Future Echoes, the third album proper from the artist known to his Mum as Johnny Lynch, is undoubtedly his best yet.
The album opens with the beautiful single ‘Far Gone (Don’t Leave)’, which features a gorgeous baroque string section which is then joined by the beats. It’s so perfectly executed as to then set the bar high for the rest of the album. There’s no other tracks with a baroque feel but the album is beautifully arranged.
More so than his previous records, it hangs together much more coherently. Additionally, the fact that this album is much more polished in production and delivery definitely adds to the overall effect (haterz gonna hate, an’ all that, but in case this needs spelling out, this is not a lo-fi sounding record – and it sounds like he is firing on all cylinders, artistically speaking). Lynch has spoken in interviews about how the previous albums were more like compilations recorded over time, in comparison to this album.
Given life events over the past few years, this record could have turned out a very different beast. It’s been discussed online and in print about the implosion of the Fence label, and difficulties in his relationship with Kenny Anderson AKA King Creosote. It’s on repeated plays that certain things start to strike you – ‘Half life’ is a tale of a friendship gone sour, that begins with one friend complaining they don’t like the person the other has become, and going on to say ‘hope I never see you again.’ The resolution at the end of the song seems to be in making a clean break, rather than leaving things unresolved.
Clocking in at forty-five minutes – pretty much the perfect album length, over the course of ten songs we get a diverse but well constructed record. ‘Easy with Either’ and ‘Dead Connection’ are upbeat tracks, contrasting with ‘Rhombus” dreamy electronica. Final track ‘After Life’ seems to stop suddenly but it’s an upbeat finish, that seems to point towards an optimistic future and a new beginning.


Restate word for word the lines below that run from the one holding "The width and height of the screenshot is (420, 198)." through the one holding "You are a GUI", inclusive. Pictures don't belong in the copy.

== Dataset entries ==

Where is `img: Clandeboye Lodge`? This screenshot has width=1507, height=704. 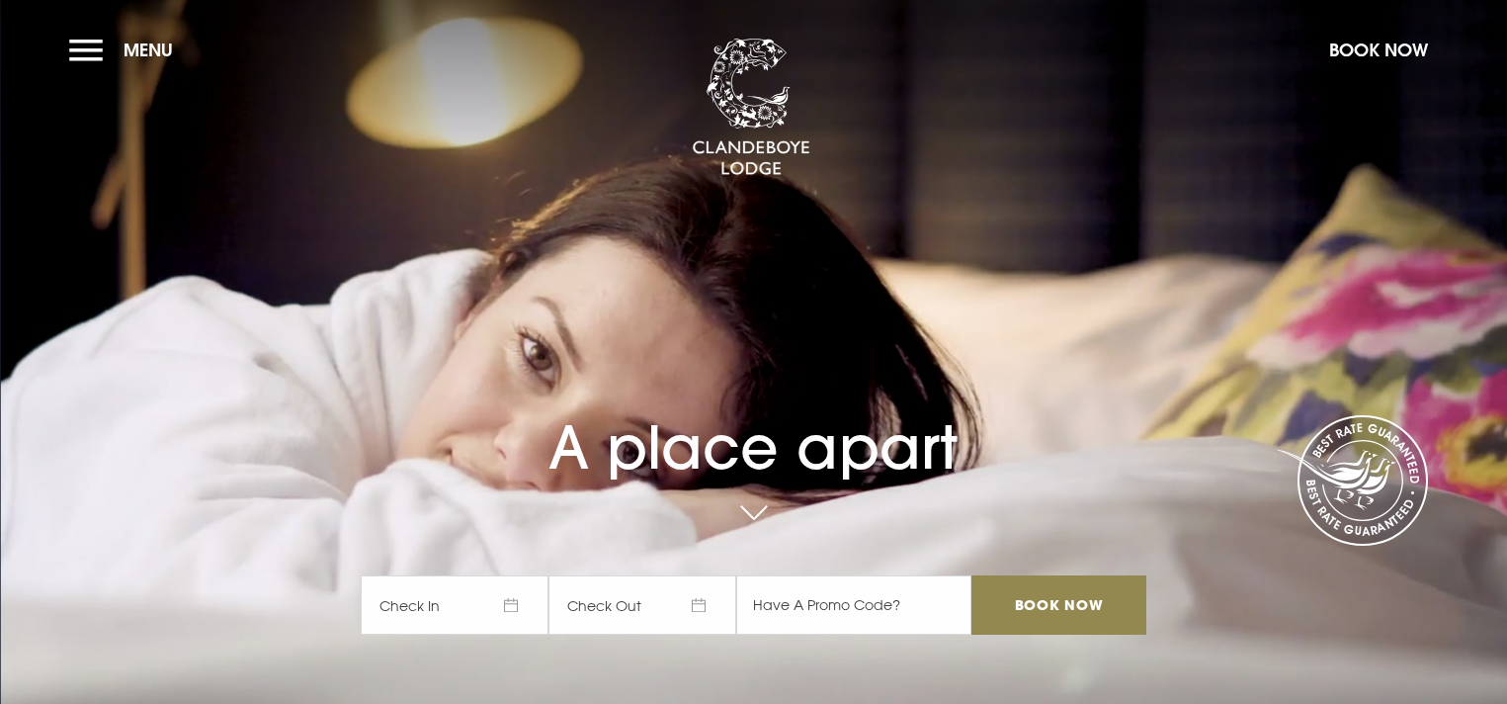 img: Clandeboye Lodge is located at coordinates (751, 108).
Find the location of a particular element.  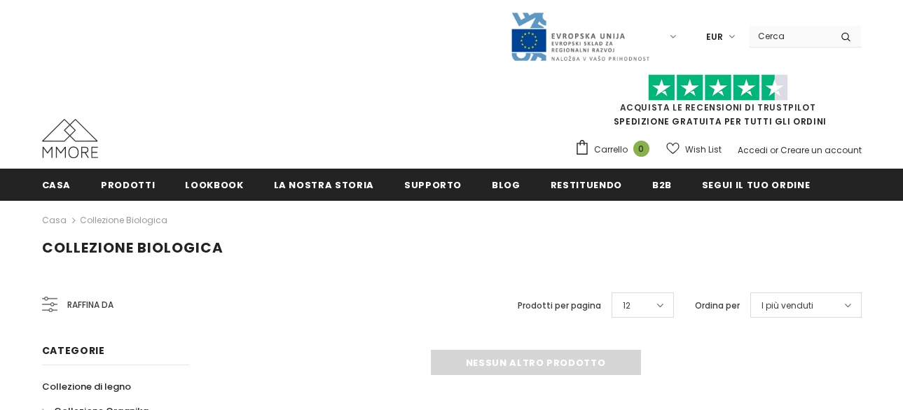

a: Accedi is located at coordinates (752, 150).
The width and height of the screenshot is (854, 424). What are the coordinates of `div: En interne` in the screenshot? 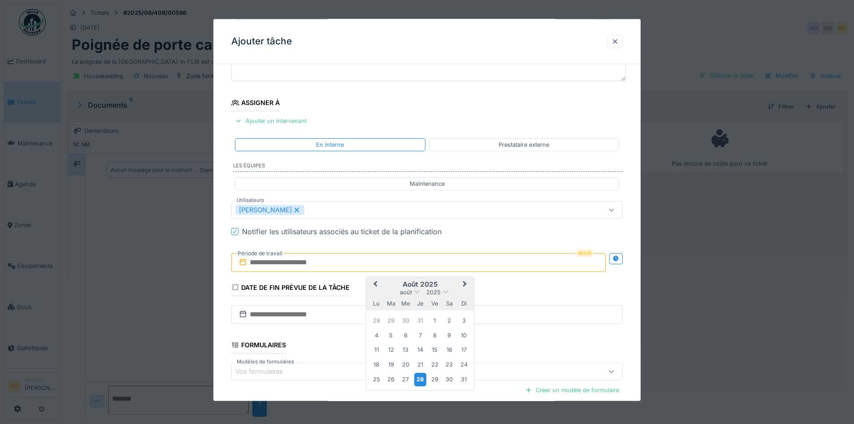 It's located at (330, 144).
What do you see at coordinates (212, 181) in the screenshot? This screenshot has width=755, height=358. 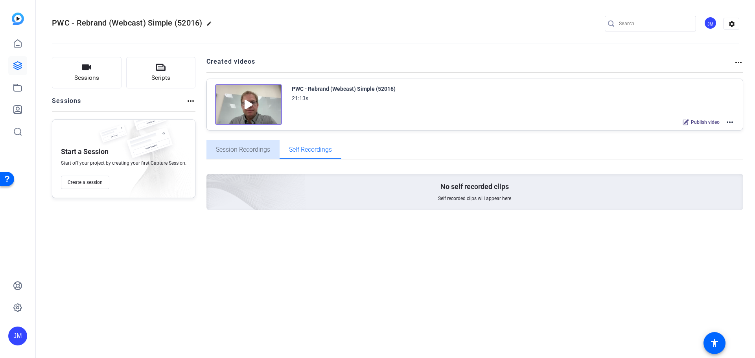 I see `img: Creted videos background` at bounding box center [212, 181].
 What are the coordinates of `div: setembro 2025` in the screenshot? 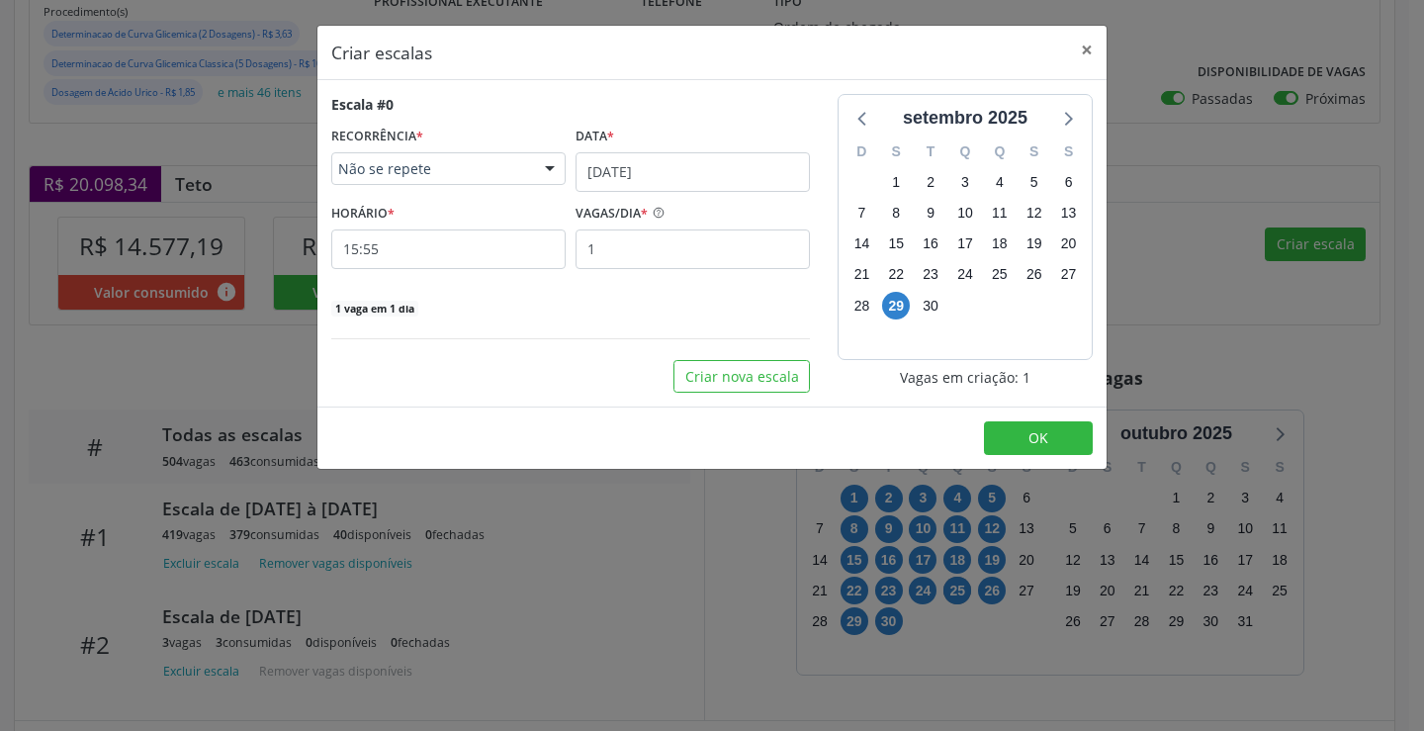 It's located at (965, 118).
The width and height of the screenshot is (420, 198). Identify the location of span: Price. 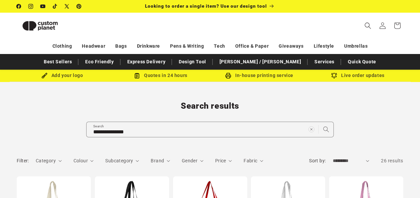
(220, 161).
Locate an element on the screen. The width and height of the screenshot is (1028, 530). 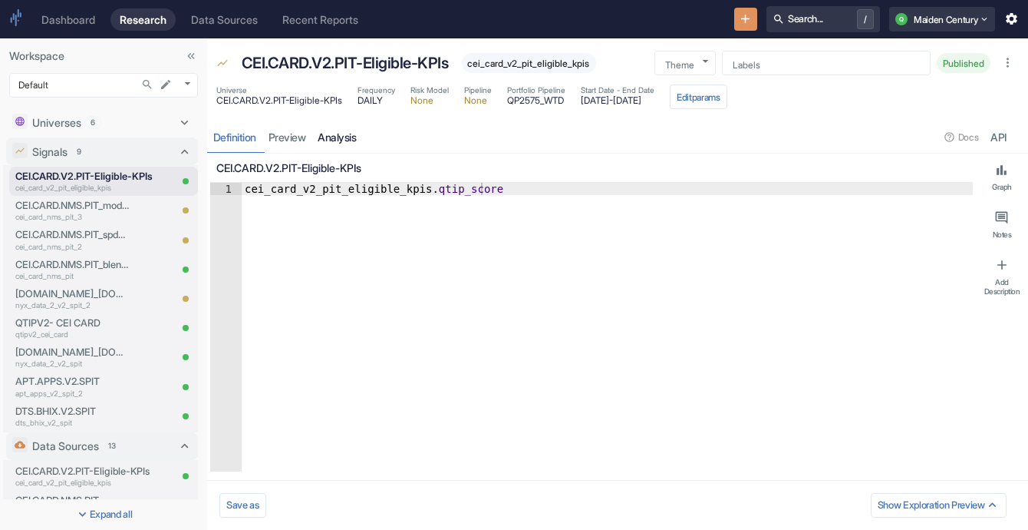
p: DTS.BHIX.V2.SPIT is located at coordinates (72, 411).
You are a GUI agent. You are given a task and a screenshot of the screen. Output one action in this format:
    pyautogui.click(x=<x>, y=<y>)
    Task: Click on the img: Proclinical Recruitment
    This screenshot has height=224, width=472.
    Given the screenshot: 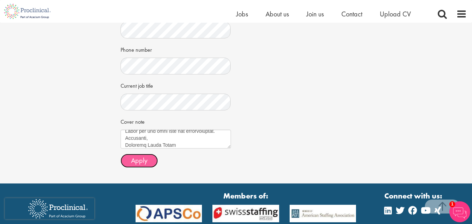 What is the action you would take?
    pyautogui.click(x=58, y=209)
    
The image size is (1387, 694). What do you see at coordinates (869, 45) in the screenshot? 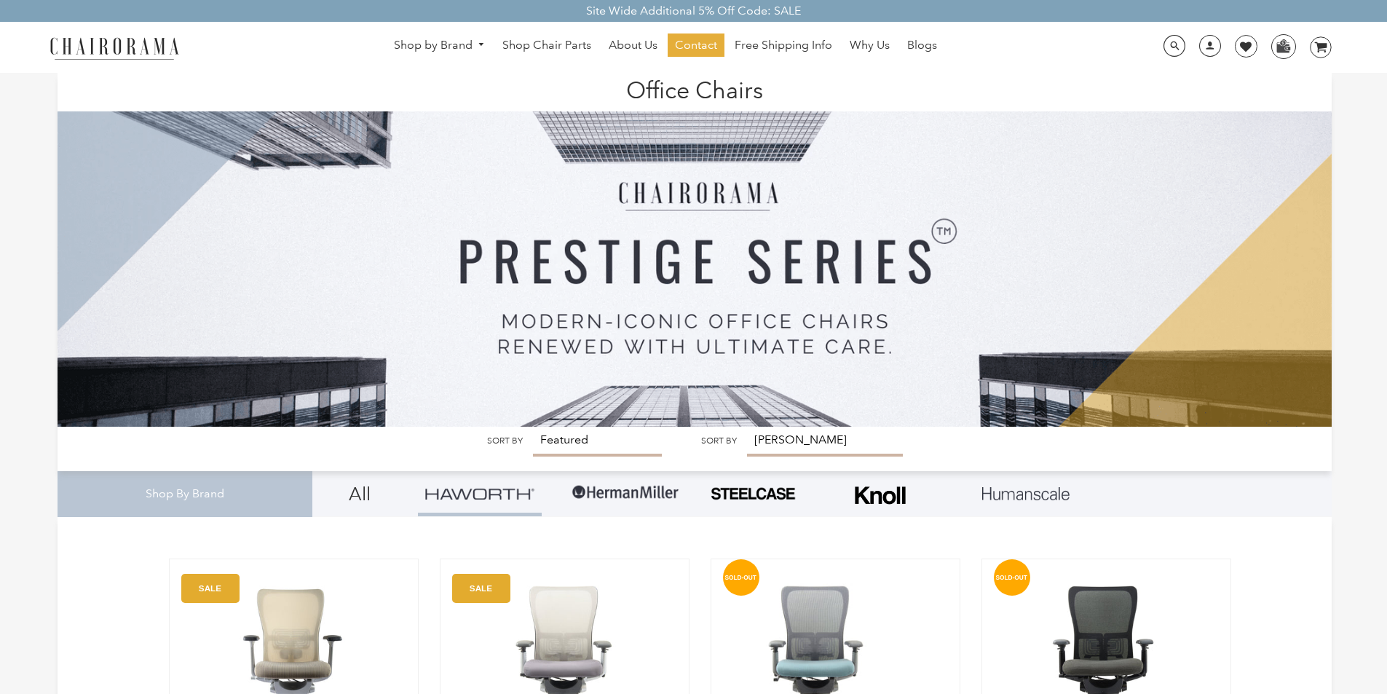
I see `a: Why Us` at bounding box center [869, 45].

===

**Answer box**
The width and height of the screenshot is (420, 198). Identify the location of span: Price. 
(220, 161).
Locate an element on the screen. The width and height of the screenshot is (1028, 530). 
p: DTS.BHIX.V2.SPIT is located at coordinates (72, 411).
You are a GUI agent. You are given a task and a screenshot of the screen. Output one action in this format:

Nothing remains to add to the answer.